▶ **Work to be completed**
The required result is the exact run of lines beginning at the one containing "Find the location of a" and ending at the last line of the entries.

┏━━

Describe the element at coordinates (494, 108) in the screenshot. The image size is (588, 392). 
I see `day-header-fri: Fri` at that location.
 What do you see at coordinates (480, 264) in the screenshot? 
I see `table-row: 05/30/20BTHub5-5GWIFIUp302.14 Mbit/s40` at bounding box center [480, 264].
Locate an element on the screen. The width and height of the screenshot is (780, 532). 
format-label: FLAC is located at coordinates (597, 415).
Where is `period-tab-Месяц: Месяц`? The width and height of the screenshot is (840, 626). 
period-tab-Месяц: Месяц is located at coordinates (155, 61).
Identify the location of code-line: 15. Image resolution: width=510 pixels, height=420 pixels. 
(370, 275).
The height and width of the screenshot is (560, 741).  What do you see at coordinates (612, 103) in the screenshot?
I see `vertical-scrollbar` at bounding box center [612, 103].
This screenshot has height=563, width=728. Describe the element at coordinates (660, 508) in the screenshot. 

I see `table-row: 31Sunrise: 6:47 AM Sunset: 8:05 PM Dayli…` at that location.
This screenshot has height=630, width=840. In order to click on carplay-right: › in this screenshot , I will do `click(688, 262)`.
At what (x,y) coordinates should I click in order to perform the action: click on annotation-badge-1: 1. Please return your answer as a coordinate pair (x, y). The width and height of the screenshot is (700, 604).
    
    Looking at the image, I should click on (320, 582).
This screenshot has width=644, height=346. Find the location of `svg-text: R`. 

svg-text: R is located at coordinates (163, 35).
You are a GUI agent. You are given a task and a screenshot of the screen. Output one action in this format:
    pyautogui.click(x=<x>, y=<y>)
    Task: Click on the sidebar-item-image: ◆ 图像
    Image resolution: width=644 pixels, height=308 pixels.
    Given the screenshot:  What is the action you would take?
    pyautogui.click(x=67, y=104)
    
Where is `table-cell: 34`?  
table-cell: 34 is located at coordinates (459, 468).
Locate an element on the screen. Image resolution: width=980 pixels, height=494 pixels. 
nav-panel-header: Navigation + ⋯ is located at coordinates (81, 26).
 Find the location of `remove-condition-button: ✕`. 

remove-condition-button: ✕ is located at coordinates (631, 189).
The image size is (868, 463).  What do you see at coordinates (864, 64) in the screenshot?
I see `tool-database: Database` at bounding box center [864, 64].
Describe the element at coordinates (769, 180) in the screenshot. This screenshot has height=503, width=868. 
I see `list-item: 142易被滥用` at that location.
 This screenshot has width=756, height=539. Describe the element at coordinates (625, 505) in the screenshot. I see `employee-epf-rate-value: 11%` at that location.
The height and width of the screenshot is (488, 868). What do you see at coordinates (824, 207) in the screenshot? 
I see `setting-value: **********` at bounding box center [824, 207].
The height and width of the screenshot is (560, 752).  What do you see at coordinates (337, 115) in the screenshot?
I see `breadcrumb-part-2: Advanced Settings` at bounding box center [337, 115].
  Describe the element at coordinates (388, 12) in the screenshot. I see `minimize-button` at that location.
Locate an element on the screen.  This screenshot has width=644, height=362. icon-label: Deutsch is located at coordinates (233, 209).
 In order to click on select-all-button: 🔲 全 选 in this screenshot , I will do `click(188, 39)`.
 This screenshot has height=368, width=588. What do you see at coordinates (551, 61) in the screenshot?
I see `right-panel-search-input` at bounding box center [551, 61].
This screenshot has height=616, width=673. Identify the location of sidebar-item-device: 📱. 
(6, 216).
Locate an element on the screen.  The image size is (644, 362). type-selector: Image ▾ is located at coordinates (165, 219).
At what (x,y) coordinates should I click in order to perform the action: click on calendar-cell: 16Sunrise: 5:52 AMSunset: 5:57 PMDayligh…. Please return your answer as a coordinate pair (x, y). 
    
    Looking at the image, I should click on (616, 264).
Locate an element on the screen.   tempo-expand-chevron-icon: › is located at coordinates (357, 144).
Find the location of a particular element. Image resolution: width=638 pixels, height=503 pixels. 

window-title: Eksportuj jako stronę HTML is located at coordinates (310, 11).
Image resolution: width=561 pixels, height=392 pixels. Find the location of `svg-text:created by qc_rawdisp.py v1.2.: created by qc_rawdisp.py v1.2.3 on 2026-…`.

┗━━

▶ **Written answer**
Find the location of a particular element. Image resolution: width=638 pixels, height=503 pixels. 

window-title: Eksportuj jako stronę HTML is located at coordinates (310, 11).
Image resolution: width=561 pixels, height=392 pixels. Find the location of `svg-text:created by qc_rawdisp.py v1.2.: created by qc_rawdisp.py v1.2.3 on 2026-…`.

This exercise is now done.